The aim is to use raw biomass and microwave energy instead of coal to convert iron ore extracted from the Pilbara into metallic iron, which is then used to create steel. The process will be powered by renewable energy sources, such as solar and wind.

BioIron has the potential to reduce carbon emissions by 95 per cent compared with the current blast furnace method, according to the mining giant.

Rio iron ore chief executive Simon Trott said the steel industry currently produces around 8 per cent of the world’s carbon emissions “and that needs to change”.

“After more than a decade, a decade of work by passionate Rio Tinto engineers and researchers we will be trialling our bio iron technology right here in Western Australia ... a world first,” he said.

“We’ll use agricultural waste products for the biomass, so things like straw, for example, that’s left behind in the agricultural process.”

If the trial is a success Rio will build a commercial scale operation, but Mr Trott would not be drawn on where that might be.

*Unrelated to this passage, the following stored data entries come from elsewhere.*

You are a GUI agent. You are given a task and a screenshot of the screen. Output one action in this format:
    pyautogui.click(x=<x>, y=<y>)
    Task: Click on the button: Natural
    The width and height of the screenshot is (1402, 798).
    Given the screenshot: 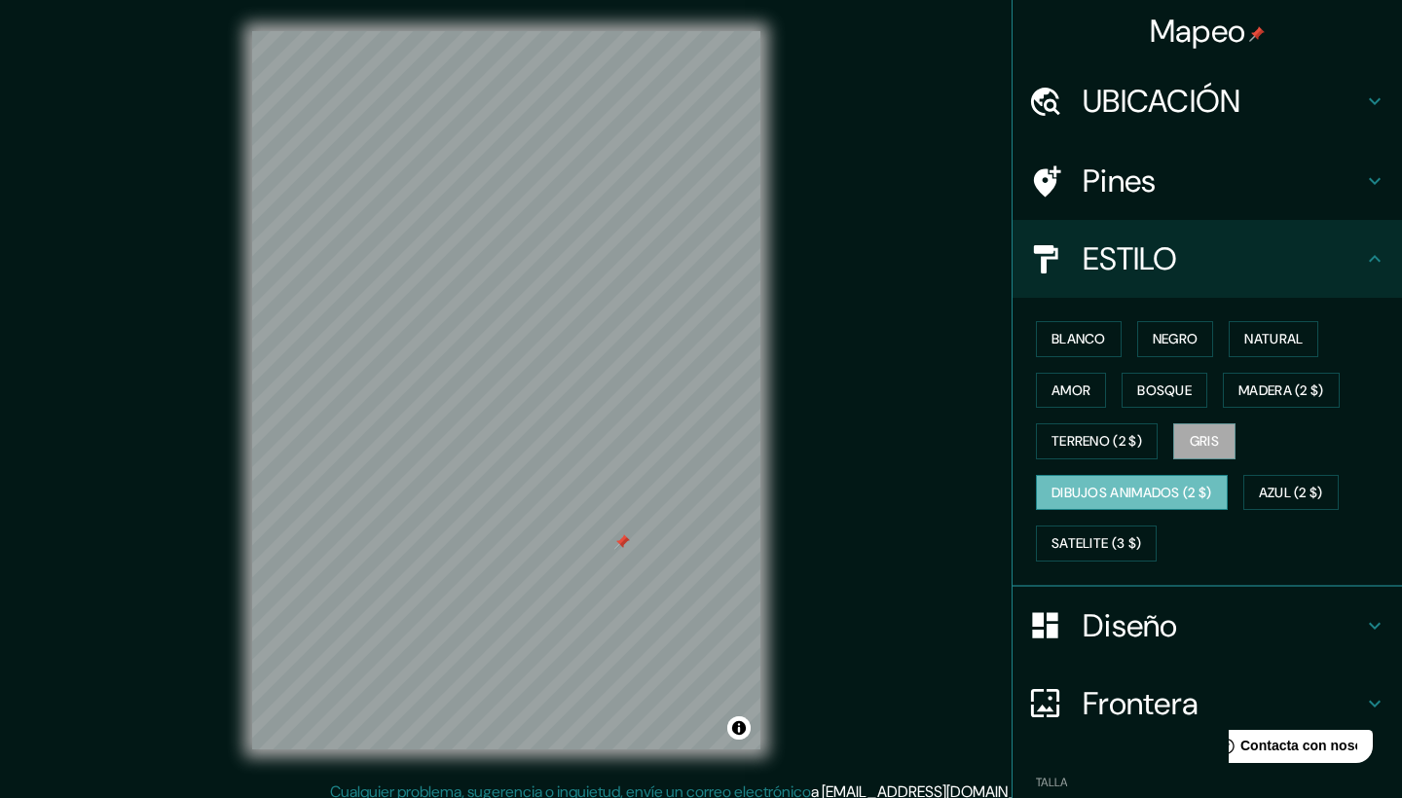 What is the action you would take?
    pyautogui.click(x=1273, y=339)
    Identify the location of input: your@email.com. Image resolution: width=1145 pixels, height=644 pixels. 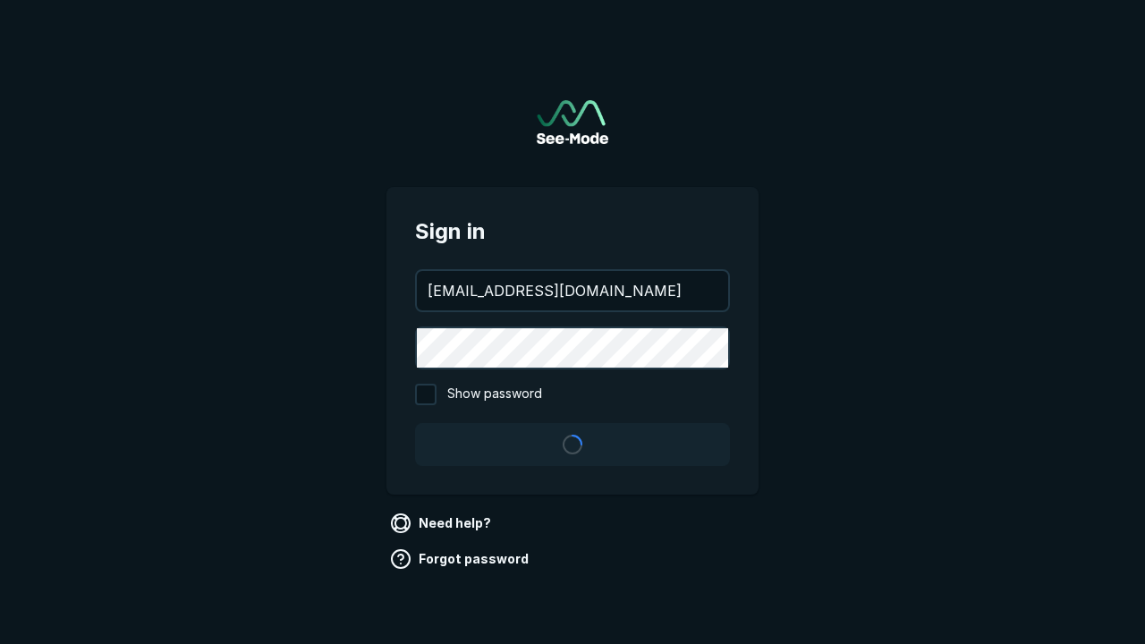
(572, 291).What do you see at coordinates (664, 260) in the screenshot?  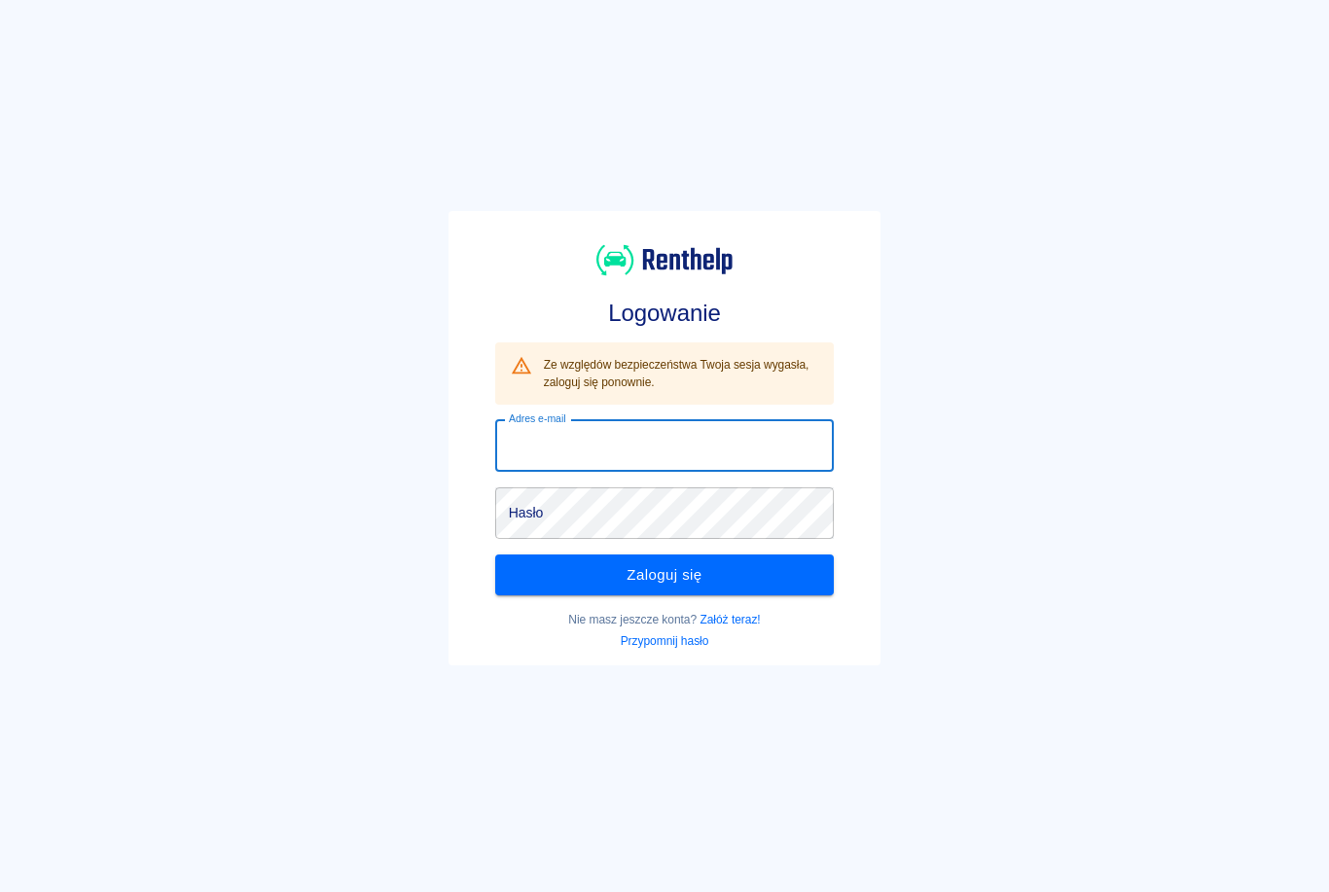 I see `img: Renthelp logo` at bounding box center [664, 260].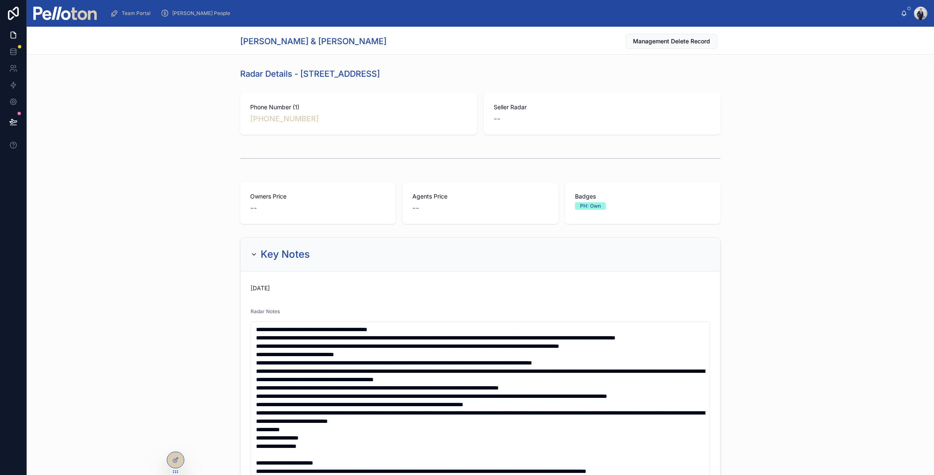  What do you see at coordinates (671, 41) in the screenshot?
I see `button: Management Delete Record` at bounding box center [671, 41].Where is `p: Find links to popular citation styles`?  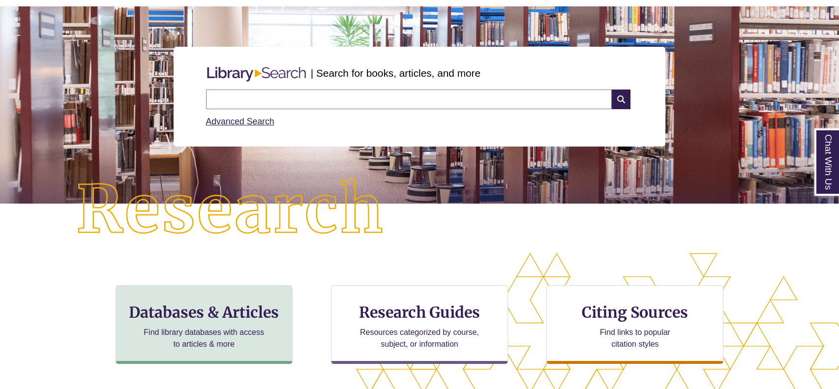 p: Find links to popular citation styles is located at coordinates (635, 338).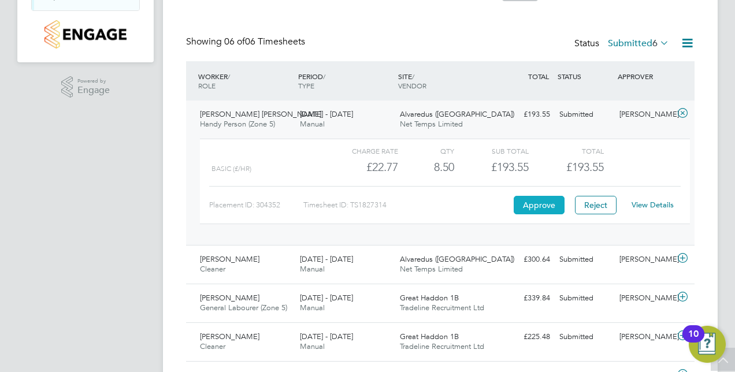  What do you see at coordinates (426, 167) in the screenshot?
I see `div: 8.50` at bounding box center [426, 167].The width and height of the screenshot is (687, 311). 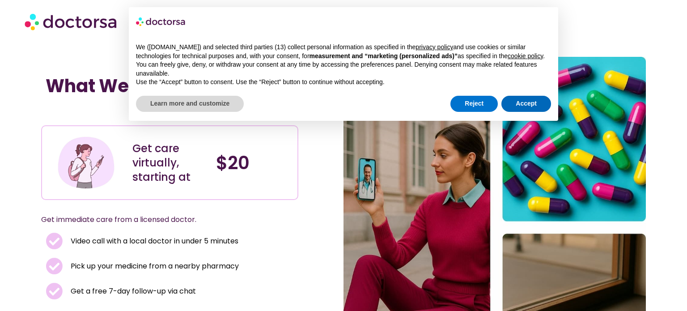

In February Rio joined forces with Bluescope and BHP to kick off a feasibility study into a electric smelting furnace.

The three-way partnership at Port Kembla in New South Wales also aims to decarbonise the steel industry.

Mr Trott said the Port Kembla and Rockingham pilot programs are “both complementary as well as potentially offering a different pathway”.

The Port Kembla trial is centred on what Rio calls the melter technology. If the process tested at Rockingham makes the leap to commercial production this technology will also be incorporated to remove impurities, Mr Trott says.

Premier Roger Cook said Rio’s move in Rockingham was putting WA at the forefront of the emerging green steel technology sector.

“It’s a really important part of our vision of Western Australia not only being a great iron ore and resource extractor and exporter, but also the manufacture of green steel, which is part of the future,” he said.

“We won’t get to a net zero without green steel.

“This is another job-creating clean energy project in our industrial heartland of Kwinana and Rockingham, part of our commitment to transitioning the industrial strip to a clean energy future.”

Rio has 17 iron ore mines in the Pilbara and produced more than 330 million tonnes of the steelmaking commodity in 2023.